You Don't Need A Pilot License To Fly This Jetson Aircraft (And That's Terrifying)
The Jetson ONE might look like something from a sci-fi cartoon, but beneath its cartoonish facade lies a craft with the credentials to be a practical personal aerial vehicle. The Jetson is a lightweight eight-propellered aircraft that boasts a flight time of 20 minutes, a maximum ceiling of 1,500 feet, and a top speed of 63 mph. It's also worth noting that this is not a vague concept sitting unrealized on an engineer's computer.
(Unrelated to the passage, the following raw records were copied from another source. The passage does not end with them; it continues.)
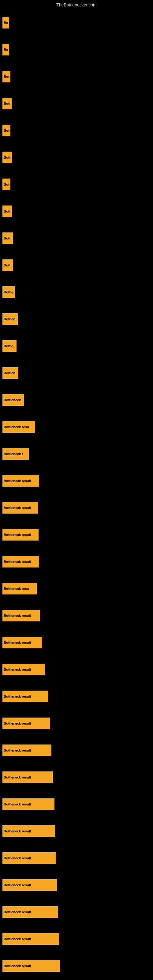  What do you see at coordinates (14, 454) in the screenshot?
I see `bar-label: Bottleneck r` at bounding box center [14, 454].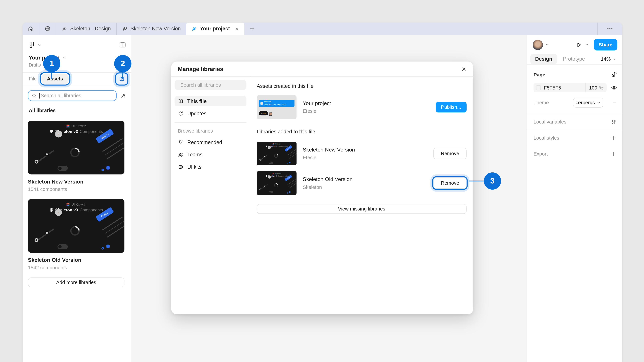 This screenshot has height=362, width=644. I want to click on toggle-sidebar-icon, so click(122, 45).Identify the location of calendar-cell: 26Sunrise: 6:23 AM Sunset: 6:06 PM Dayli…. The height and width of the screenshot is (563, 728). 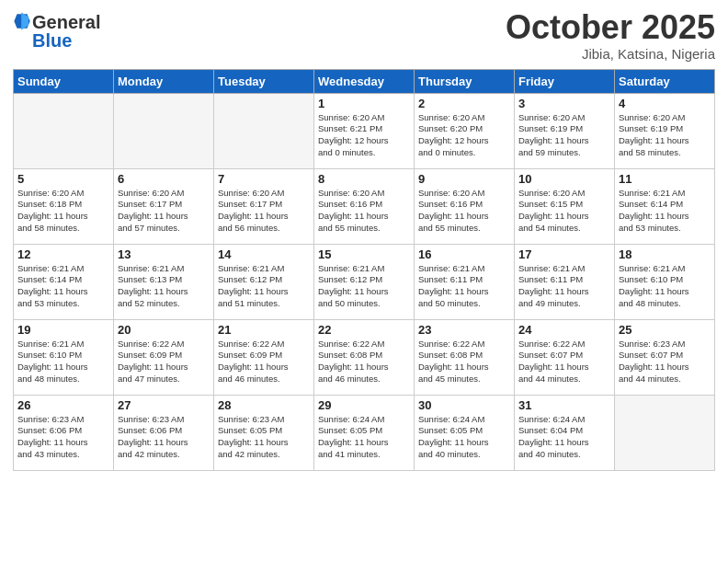
(64, 432).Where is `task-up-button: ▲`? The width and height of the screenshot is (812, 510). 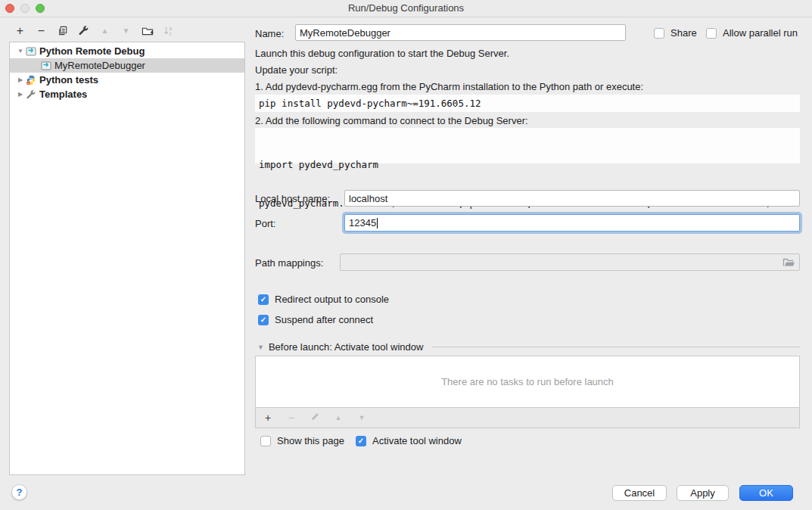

Jetson is a going commercial concern with a healthy order book that, earlier this year, delivered its first aircraft to Oculus founder Palmer Luckey.
The aircraft is classified as an electric vertical takeoff and landing aircraft (eVTOL), and at the time of writing, there are over 600 orders for the Jetson ONE. Perhaps the scariest thing about the craft is that the company claims anyone can become a pilot in under five minutes and can fly it without a pilot's license. To understand why you're allowed to zoom about the sky in a craft that Jetson describes as a "Formula One car for the sky", we need to look at FAA Regulation Part 103.
This stipulates that for a powered aircraft to be classified as an ultralight (no pilot's license is required to fly an ultralight), it has to weigh less than 254 pounds. As it happens, the Jetson ONE weighs in at a rather convenient 253 pounds. And, as we discover next, this isn't the only metric where the Jetson ONE plays with the ultralight limits.
The loophole, the rules, and why this is all legally allowed
The 253-pound weight of the Jetson ONE is either a feat of precise engineering or some formidable luck. But, the weight of an aircraft is only one metric that the Jetson ONE had to meet to be classified as an ultralight, and it isn't the only example of where the Jetson ONE only just landed within the regulations. FAA Part 103 regulations also stipulate a top speed of 55 knots (63 mph). The Jetson eVTOL has a software-limited top speed of 63 mph, presumably set to exactly match this. The regulations also state that an ultralight must be intended for a single occupant only, which is another box the Jetson ONE happily ticks.
However, for us ground travellers, the good news is that skies above our cities are unlikely to become full of Jetson-flying commuters skipping the traffic jams. The same regulation that defines what constitutes an ultralight also dictates where and when these aircraft can be flown. More specifically, Part 103.15 states that no person may fly an ultralight aircraft over any congested area of a town, or over any area where there is an open-air assembly of people. So, we're unlikely to see them zooming people to and from their workplaces just yet.
Ultimately, while the Jetson ONE may not be an actual flying car like the Chinese XPENG, it is bringing the dream of personal flying machines closer to reality.
How safe is the Jetson ONE
The terrifying thought of city skies full of five-minute-trained, unlicensed pilots zipping about at 60 mph is thankfully, simply not practical — at least, for the foreseeable future. However, with a full order book for the entire 2026 and 2027 production run, the Jetson ONE has seemingly found a market comfortable with its $148,000 price tag. So, the chances of seeing one somewhere above our heads are growing.
Ultimately, what you're flying is a lightweight carbon fiber frame powered by eight electric motors. If this sounds like something to be avoided by the faint-hearted, it might be reassuring to hear that Jetson has engineered various safety systems. These include a racecar-style safety cell, the ability to keep flying if a motor fails, a hands-free hover mode, and a ballistic parachute similar to the genius safety feature used by Cirrus aircraft. The company also stresses that its flight computer allows the pilot to control the aircraft with a single joystick and a throttle. In practice, this simplicity allowed Jetson's first customer to take to the air after 50 minutes of flight training.
While this is undeniably impressive, it is slightly unnerving. Jetson's claim that the basics of flight control can be learned in under five minutes may be true from a mechanical standpoint. However, simply mastering flight controls doesn't teach you how to judge wind, gauge wind, or know your own limits before taking off in a "Formula One race car for the sky."